Phoenix32890 wrote:Shapeless- I attampted to research the contention that Tchaikovsky committed suicide, but was faced with conflicting reports.
Interestingly, Grove's Dictionary, the source that the passage above refers to, has flip-flopped on the issue itself. As the article mentions, the 1954 edition of the dictionary acknowledges the lack of definitive proof; then David Brown's expanded entry for the 1980 edition claimed that the suicide could not be doubted; now the 2001 edition (in which the Chaikovksy entry is written by Roland John Wiley) has gone back to the original position: "The polemics over his death have reached an impasse, one side supporting a biographer not invariably committed to the truth, the other advocating something preposterous by the mores of the day. Neither version withstands scrutiny, making all conclusions provisional... We do not know how Tchaikovsky died. We may never find out..."
For the most part it seems like a matter of minimal importance, but it's been a tremendously important debate within musical scholarship and has had a direct impact on the way scholars evaluate his music (though it's had little effect on general listeners, for whom Chaikovsky's canonical status is pretty near unassailable). Those who dislike Chaikovsky have found it useful to use the suicide theory as an indication that his symphonies are laden with emotional baggage at the expense of substantive technical proficiency; some antagonistic scholars even used to claim that his suicide, coupled with the broader issue of his sexuality, meant that his music was "tainted" and pathologically dangerous to listen to. On the other hand, those who champion Chaikovsky use the suicide story as a way of turning the symphonies into poignant autobiographical stories that enhance the appeal of the music. (This is basically the same view as the anti-Chaikovsky stance, except that the emotional content is now considered a good thing.) This is why the suicide has remained inconclusive... it's been very difficult for scholars to treat the matter as an objective historical issue rather than as ammunition for subjective opinions about the quality of Chaikovksy's music.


» Goal of the exercise
Search the material for the string "triangle", then show every line where it turns up.

» Exercise data
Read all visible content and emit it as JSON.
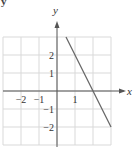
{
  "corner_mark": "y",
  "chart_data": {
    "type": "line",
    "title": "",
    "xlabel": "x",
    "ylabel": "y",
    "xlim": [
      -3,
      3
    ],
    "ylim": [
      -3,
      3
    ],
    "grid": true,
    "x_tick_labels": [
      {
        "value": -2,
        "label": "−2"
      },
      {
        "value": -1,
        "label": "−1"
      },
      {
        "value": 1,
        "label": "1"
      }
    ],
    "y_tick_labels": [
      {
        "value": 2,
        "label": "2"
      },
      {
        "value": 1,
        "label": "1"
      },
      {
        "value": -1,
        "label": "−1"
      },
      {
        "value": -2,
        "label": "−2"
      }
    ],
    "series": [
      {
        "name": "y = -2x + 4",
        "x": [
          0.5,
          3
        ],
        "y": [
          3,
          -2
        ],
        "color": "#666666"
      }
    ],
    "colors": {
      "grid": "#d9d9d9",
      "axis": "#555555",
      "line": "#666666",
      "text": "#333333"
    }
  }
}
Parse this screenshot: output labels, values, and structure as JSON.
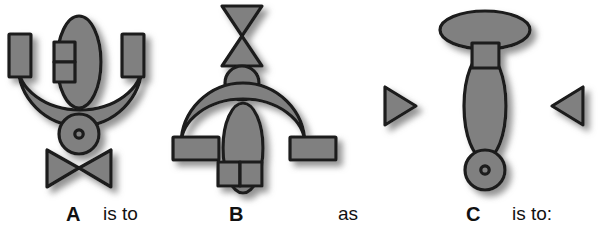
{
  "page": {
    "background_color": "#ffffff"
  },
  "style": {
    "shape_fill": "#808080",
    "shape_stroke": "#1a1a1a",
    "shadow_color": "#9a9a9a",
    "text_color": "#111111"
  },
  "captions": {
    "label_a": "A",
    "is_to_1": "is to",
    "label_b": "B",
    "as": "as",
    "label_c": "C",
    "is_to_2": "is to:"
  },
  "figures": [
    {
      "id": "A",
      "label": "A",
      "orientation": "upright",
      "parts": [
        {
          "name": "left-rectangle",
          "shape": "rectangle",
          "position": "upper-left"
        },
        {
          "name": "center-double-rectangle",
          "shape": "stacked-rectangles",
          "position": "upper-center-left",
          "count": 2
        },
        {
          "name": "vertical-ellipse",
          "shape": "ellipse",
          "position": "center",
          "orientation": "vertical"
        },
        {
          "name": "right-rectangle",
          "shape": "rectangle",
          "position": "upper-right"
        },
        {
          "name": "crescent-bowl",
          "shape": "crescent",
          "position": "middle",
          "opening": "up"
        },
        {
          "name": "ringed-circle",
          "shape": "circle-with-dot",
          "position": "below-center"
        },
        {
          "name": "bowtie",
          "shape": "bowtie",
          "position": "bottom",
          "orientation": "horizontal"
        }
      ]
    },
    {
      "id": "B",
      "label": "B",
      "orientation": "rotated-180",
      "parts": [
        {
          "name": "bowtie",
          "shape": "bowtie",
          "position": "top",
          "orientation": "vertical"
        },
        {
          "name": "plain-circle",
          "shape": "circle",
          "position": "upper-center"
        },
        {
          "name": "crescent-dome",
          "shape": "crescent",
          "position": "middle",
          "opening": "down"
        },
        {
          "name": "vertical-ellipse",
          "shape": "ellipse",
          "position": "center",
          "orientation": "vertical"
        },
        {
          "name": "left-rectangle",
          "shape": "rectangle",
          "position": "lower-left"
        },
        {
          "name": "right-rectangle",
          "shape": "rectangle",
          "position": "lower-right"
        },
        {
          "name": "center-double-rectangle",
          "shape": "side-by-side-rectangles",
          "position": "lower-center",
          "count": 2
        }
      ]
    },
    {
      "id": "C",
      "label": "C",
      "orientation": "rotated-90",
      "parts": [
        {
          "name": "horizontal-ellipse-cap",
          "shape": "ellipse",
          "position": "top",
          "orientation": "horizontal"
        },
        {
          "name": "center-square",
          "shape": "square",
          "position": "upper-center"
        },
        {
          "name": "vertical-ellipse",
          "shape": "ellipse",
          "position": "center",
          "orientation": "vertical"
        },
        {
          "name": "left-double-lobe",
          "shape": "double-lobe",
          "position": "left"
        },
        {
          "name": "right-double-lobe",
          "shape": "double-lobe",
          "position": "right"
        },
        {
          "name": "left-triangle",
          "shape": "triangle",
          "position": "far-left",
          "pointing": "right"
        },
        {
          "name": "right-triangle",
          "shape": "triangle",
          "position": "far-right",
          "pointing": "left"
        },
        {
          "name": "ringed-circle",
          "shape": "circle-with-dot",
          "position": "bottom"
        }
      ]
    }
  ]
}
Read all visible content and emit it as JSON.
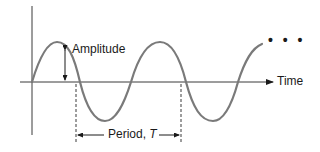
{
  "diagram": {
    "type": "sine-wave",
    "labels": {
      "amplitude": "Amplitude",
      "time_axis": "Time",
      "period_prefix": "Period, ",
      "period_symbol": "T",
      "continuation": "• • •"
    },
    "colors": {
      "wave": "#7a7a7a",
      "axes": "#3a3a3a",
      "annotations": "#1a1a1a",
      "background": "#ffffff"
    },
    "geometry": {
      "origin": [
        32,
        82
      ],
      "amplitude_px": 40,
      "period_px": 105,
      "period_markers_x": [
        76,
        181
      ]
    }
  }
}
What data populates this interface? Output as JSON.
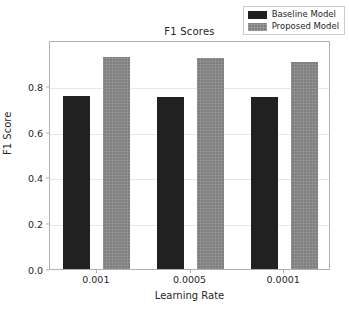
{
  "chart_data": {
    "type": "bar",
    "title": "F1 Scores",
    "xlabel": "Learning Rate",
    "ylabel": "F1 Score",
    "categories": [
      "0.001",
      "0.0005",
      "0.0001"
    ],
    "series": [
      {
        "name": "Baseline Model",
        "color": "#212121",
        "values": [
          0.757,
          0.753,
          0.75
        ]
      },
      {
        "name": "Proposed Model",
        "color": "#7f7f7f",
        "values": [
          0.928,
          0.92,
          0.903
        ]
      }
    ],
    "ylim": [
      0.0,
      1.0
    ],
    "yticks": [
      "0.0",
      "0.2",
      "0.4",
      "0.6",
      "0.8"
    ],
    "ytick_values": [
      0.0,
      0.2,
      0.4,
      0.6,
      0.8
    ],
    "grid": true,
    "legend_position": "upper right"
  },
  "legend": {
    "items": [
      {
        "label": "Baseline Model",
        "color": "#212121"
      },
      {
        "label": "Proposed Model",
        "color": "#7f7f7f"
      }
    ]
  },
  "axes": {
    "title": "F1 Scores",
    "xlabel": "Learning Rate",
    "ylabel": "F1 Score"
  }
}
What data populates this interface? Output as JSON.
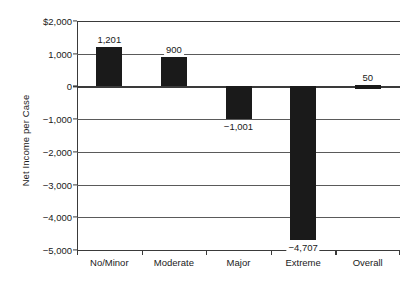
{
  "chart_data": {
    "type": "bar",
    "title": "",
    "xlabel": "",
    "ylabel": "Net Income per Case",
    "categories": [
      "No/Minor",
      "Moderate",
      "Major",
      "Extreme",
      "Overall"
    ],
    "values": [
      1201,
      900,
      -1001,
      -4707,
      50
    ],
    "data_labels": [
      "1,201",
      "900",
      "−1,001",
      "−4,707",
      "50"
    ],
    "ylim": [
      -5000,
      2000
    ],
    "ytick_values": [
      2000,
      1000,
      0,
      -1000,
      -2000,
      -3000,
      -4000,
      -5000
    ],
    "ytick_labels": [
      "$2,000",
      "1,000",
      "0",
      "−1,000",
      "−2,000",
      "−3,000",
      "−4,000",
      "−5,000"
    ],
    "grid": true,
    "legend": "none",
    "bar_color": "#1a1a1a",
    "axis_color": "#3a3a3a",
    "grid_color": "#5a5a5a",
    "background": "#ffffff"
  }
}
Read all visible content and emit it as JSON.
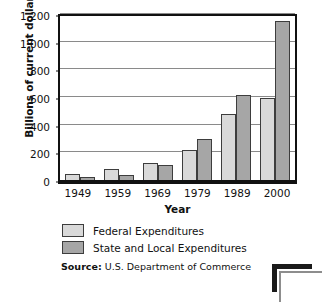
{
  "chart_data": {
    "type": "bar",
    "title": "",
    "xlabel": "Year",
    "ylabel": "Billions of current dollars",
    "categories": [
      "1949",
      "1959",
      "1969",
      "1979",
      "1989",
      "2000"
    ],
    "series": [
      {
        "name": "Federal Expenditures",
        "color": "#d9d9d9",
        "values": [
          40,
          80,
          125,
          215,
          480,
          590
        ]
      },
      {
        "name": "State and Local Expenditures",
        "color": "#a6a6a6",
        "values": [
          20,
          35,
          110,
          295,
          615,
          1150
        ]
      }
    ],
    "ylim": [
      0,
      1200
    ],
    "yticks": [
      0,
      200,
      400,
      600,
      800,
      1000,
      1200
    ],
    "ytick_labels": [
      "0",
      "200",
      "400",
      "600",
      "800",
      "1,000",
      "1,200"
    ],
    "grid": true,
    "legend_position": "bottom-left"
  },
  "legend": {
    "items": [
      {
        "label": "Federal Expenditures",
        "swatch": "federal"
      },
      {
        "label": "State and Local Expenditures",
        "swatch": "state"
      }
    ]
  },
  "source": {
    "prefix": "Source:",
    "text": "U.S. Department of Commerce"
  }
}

» Exercise solution
          "name": "left-triangle",
          "shape": "triangle",
          "name": "right-triangle",
          "shape": "triangle",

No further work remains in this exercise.